Extracted material:
/---
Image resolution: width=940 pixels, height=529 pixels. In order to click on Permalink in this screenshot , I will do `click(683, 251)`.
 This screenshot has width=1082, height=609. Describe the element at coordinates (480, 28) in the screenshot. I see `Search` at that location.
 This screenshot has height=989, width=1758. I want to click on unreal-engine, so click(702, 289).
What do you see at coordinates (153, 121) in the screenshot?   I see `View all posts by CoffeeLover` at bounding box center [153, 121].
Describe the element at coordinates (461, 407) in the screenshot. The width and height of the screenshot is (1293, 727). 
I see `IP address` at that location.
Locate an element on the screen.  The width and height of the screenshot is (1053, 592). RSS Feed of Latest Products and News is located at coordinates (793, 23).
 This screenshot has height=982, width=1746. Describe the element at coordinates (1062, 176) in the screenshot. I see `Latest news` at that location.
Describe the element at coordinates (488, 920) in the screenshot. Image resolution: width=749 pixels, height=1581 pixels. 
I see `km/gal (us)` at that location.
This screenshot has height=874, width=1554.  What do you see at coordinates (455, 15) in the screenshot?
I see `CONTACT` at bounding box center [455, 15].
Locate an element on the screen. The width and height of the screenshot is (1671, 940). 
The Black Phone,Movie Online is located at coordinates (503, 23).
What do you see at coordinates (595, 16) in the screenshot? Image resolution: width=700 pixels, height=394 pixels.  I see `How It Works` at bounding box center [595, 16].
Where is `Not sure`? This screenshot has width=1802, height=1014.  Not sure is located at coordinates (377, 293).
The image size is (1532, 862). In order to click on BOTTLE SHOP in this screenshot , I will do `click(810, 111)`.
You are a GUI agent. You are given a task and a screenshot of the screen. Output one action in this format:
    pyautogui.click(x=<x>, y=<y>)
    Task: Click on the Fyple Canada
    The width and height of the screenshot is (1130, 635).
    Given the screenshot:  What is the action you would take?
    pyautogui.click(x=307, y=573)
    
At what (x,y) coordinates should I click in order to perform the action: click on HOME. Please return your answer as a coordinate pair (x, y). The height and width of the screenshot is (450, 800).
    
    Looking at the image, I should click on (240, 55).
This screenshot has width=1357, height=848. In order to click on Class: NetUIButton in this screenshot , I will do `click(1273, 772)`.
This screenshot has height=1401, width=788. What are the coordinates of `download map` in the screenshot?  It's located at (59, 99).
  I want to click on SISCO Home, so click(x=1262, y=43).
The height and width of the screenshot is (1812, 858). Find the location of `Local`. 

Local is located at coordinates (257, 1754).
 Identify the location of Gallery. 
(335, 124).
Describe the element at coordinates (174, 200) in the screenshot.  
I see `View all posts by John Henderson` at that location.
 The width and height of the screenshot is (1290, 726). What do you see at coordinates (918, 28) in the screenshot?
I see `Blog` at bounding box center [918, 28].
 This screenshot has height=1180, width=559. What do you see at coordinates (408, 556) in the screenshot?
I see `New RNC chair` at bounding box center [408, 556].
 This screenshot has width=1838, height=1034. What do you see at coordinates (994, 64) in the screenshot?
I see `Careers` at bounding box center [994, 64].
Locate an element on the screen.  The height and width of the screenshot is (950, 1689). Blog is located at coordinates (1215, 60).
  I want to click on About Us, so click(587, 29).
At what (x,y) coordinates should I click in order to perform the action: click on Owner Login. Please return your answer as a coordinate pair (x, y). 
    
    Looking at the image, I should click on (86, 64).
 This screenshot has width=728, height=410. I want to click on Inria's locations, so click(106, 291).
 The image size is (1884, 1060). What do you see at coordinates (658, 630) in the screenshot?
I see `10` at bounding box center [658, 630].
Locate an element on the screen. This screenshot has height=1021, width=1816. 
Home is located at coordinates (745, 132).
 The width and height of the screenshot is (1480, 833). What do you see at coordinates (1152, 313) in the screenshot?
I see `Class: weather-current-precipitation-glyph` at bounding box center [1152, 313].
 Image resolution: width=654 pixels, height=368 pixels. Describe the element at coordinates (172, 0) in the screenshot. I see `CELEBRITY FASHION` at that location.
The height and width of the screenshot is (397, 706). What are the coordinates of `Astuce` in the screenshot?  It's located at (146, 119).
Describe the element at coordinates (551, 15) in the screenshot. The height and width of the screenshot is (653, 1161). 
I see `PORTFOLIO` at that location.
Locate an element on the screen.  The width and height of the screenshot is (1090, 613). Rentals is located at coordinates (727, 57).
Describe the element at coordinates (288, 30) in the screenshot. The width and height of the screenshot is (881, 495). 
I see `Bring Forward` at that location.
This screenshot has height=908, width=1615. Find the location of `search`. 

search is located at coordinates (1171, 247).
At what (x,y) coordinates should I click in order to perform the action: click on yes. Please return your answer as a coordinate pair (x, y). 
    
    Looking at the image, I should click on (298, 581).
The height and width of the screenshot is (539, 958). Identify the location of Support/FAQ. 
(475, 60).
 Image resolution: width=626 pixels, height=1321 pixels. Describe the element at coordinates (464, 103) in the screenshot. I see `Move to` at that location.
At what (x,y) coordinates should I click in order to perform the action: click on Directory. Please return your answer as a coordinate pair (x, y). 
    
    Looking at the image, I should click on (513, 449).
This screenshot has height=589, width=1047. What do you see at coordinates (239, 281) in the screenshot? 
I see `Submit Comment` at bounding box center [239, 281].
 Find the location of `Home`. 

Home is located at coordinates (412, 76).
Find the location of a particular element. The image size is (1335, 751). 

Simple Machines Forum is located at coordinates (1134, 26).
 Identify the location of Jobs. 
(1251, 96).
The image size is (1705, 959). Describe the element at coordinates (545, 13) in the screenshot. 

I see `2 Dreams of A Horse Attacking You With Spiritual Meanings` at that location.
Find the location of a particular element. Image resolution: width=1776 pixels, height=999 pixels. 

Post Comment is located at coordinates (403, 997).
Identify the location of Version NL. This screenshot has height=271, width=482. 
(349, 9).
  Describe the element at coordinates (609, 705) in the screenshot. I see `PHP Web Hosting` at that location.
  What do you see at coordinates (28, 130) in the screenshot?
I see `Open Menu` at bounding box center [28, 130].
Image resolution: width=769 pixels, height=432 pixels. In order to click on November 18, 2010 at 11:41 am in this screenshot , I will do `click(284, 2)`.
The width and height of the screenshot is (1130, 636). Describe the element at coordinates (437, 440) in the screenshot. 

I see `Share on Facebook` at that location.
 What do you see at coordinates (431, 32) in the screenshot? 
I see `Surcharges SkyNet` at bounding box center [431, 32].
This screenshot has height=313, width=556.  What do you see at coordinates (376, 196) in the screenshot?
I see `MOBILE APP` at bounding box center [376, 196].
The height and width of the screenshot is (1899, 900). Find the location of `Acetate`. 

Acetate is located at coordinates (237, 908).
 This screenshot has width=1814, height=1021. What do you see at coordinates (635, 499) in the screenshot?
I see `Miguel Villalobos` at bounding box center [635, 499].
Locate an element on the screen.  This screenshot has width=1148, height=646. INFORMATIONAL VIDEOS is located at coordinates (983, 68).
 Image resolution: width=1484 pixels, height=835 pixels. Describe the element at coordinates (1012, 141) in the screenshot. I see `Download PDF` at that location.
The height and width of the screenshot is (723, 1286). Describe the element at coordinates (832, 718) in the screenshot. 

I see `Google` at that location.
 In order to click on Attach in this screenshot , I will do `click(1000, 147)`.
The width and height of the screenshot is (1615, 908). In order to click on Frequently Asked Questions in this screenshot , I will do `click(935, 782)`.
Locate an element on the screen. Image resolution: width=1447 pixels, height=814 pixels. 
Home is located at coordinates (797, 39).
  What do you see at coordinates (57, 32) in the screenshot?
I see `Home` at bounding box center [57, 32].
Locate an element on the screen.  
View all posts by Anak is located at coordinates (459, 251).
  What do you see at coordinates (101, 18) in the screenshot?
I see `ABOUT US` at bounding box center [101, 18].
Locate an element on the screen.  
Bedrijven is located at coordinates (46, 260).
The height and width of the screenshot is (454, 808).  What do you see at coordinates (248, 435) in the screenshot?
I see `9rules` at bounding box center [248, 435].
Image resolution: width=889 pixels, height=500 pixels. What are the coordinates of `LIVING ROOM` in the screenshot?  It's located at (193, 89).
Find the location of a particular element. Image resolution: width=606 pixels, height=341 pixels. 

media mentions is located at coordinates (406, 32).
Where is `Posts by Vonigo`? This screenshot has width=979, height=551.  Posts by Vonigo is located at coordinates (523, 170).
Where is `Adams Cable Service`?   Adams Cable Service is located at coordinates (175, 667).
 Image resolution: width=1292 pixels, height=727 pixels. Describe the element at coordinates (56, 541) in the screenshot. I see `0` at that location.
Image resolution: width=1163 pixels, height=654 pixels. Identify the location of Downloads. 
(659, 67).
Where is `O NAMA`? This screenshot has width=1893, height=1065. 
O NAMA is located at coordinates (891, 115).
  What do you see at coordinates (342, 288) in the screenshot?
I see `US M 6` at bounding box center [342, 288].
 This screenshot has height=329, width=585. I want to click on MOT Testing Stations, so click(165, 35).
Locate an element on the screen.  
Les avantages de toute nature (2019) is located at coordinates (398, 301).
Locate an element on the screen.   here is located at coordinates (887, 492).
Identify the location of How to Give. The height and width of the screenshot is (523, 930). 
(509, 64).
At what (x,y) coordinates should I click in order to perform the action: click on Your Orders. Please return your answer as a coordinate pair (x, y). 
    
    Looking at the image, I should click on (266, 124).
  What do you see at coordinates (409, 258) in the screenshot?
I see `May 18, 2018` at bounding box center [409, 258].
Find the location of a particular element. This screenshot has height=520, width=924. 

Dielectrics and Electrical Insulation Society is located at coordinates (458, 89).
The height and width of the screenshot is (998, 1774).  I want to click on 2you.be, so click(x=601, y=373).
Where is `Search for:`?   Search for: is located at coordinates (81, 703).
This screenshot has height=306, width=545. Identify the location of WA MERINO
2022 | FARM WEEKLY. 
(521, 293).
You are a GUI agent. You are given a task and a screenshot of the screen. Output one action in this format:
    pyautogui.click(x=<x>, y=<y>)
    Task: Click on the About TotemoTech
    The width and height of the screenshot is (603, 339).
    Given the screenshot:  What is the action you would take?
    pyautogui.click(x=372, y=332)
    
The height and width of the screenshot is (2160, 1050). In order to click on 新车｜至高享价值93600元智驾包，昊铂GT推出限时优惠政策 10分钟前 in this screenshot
\---
Work instruction: Taking the records above, retype every line from the one with "pixels, height=999 pixels." down to the one with "In order to click on Attach", exactly and with nothing else.

Output of the exercise:
Find the location of a particular element. Image resolution: width=1776 pixels, height=999 pixels. 

Post Comment is located at coordinates (403, 997).
Identify the location of Version NL. This screenshot has height=271, width=482. 
(349, 9).
  Describe the element at coordinates (609, 705) in the screenshot. I see `PHP Web Hosting` at that location.
  What do you see at coordinates (28, 130) in the screenshot?
I see `Open Menu` at bounding box center [28, 130].
Image resolution: width=769 pixels, height=432 pixels. In order to click on November 18, 2010 at 11:41 am in this screenshot , I will do `click(284, 2)`.
The width and height of the screenshot is (1130, 636). Describe the element at coordinates (437, 440) in the screenshot. 

I see `Share on Facebook` at that location.
 What do you see at coordinates (431, 32) in the screenshot? 
I see `Surcharges SkyNet` at bounding box center [431, 32].
This screenshot has height=313, width=556.  What do you see at coordinates (376, 196) in the screenshot?
I see `MOBILE APP` at bounding box center [376, 196].
The height and width of the screenshot is (1899, 900). Find the location of `Acetate`. 

Acetate is located at coordinates (237, 908).
 This screenshot has width=1814, height=1021. What do you see at coordinates (635, 499) in the screenshot?
I see `Miguel Villalobos` at bounding box center [635, 499].
Locate an element on the screen.  This screenshot has width=1148, height=646. INFORMATIONAL VIDEOS is located at coordinates (983, 68).
 Image resolution: width=1484 pixels, height=835 pixels. Describe the element at coordinates (1012, 141) in the screenshot. I see `Download PDF` at that location.
The height and width of the screenshot is (723, 1286). Describe the element at coordinates (832, 718) in the screenshot. 

I see `Google` at that location.
 In order to click on Attach in this screenshot , I will do `click(1000, 147)`.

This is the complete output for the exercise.